KRG continues to press for seat in Quebec National Assembly

By JANE GEORGE

KUUJJUAQ — The Kativik Regional Councillors met in Ivujivik this week to discuss the Kativik Regional Government’s recent activities and to set objectives for 2006, including the priorities for Nunavik’s five-year $65 million Isurruutiit program for new infrastructure.

“That’s very important for the communities,” said Maggie Emudluk, chair of the KRG since last November.

In January, the executive approved the KRG’s total $140-million budget.

But Emudluk said there’s still concern over the Kativik Regional Police Force’s deficit of more than $500,000.

“The regional council has expectations, and we have to deliver,” Emudluk said.

Among the projects considered by the KRG council is a proposal to form a Nunavik Elders Association, which could, among other issues, look at indexation for elders’ pensions.

“They get exactly the same amount as down South, and a lot of the programs that they can access through the government have no information in Inuttitut,” Emudluk said.

Last June, council members were presented with the research report, A Socio-economic Profile of Elders in Nunavik.
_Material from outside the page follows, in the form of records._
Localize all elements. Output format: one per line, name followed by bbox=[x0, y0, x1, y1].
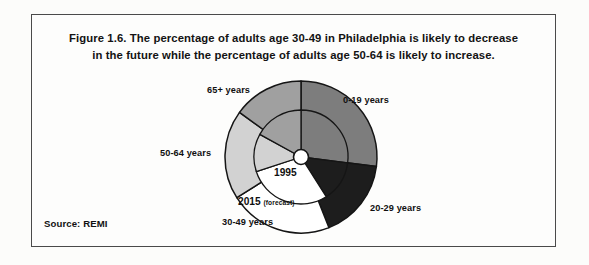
figure-title: Figure 1.6. The percentage of adults age… bbox=[41, 30, 546, 64]
figure-page: Figure 1.6. The percentage of adults age… bbox=[0, 0, 589, 265]
figure-title-line-1: Figure 1.6. The percentage of adults age… bbox=[41, 30, 546, 47]
source-note: Source: REMI bbox=[44, 218, 108, 229]
figure-title-line-2: in the future while the percentage of ad… bbox=[41, 47, 546, 64]
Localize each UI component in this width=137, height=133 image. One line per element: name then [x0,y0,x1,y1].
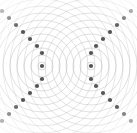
nodal-point-marker [28,91,32,95]
wave-source-marker [40,64,44,68]
nodal-point-marker [0,9,4,13]
nodal-point-marker [14,23,18,27]
nodal-point-marker [94,84,98,88]
nodal-point-marker [89,51,93,55]
nodal-point-marker [122,112,126,116]
nodal-point-marker [122,16,126,20]
nodal-point-marker [108,30,112,34]
nodal-point-marker [21,98,25,102]
nodal-point-marker [108,98,112,102]
nodal-point-marker [28,37,32,41]
nodal-point-marker [89,77,93,81]
nodal-point-marker [129,9,133,13]
nodal-point-marker [101,91,105,95]
nodal-point-marker [35,84,39,88]
wave-source-marker [89,64,93,68]
interference-figure [0,0,137,133]
nodal-point-marker [40,77,44,81]
nodal-point-marker [129,119,133,123]
nodal-point-marker [14,105,18,109]
nodal-point-marker [115,105,119,109]
nodal-point-marker [101,37,105,41]
nodal-point-marker [21,30,25,34]
nodal-point-marker [7,112,11,116]
nodal-point-marker [40,51,44,55]
nodal-point-marker [94,44,98,48]
interference-canvas [0,0,137,133]
nodal-point-marker [115,23,119,27]
nodal-point-marker [0,119,4,123]
nodal-point-marker [35,44,39,48]
nodal-point-marker [7,16,11,20]
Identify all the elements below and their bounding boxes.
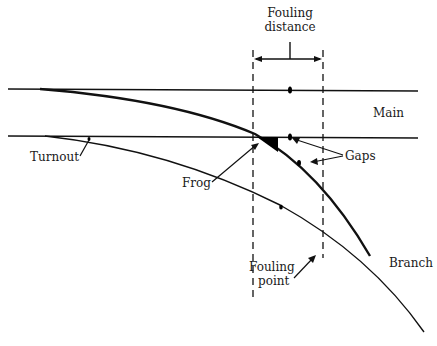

That report surveyed elders and found that 419 elders in Nunavik need urgent assistance.

“We want to work on that,” Emudluk said.

To get feedback on community concerns, Emudluk, the KRG executive and several department heads toured communities last month on the Hudson Bay coast, from Puvirnituq to Kuujjuaraapik, where they met with municipal councils and held phone-in discussions on community radio.

“We wanted to listen to what they had to say,” Emudluk said. “I think it’s important for the elected people to touch base once a year.”

The need for more housing, the high cost of living and hunter support were among the issues brought up in the five communities visited.

At this week’s meeting in Ivujivik, councillors were also brought up to date on the brief presented by KRG and Makivik Corporation concerning the creation of a seat in Quebec’s National Assembly for Nunavik.

The brief argues that Nunavik, because of its history, geography and unique character, should be accepted as an exception by the Election Act of Quebec and given its own provincial riding.

“Making room on Quebec’s political scene for a small, predominately Inuit population living in this vast region for thousands of years would be a decision universally applauded,” Emudluk told the commission looking at electoral boundary revision in Quebec.

At present, Nunavik is part of the sprawling Ungava riding, which includes francophone and Cree regions to the south.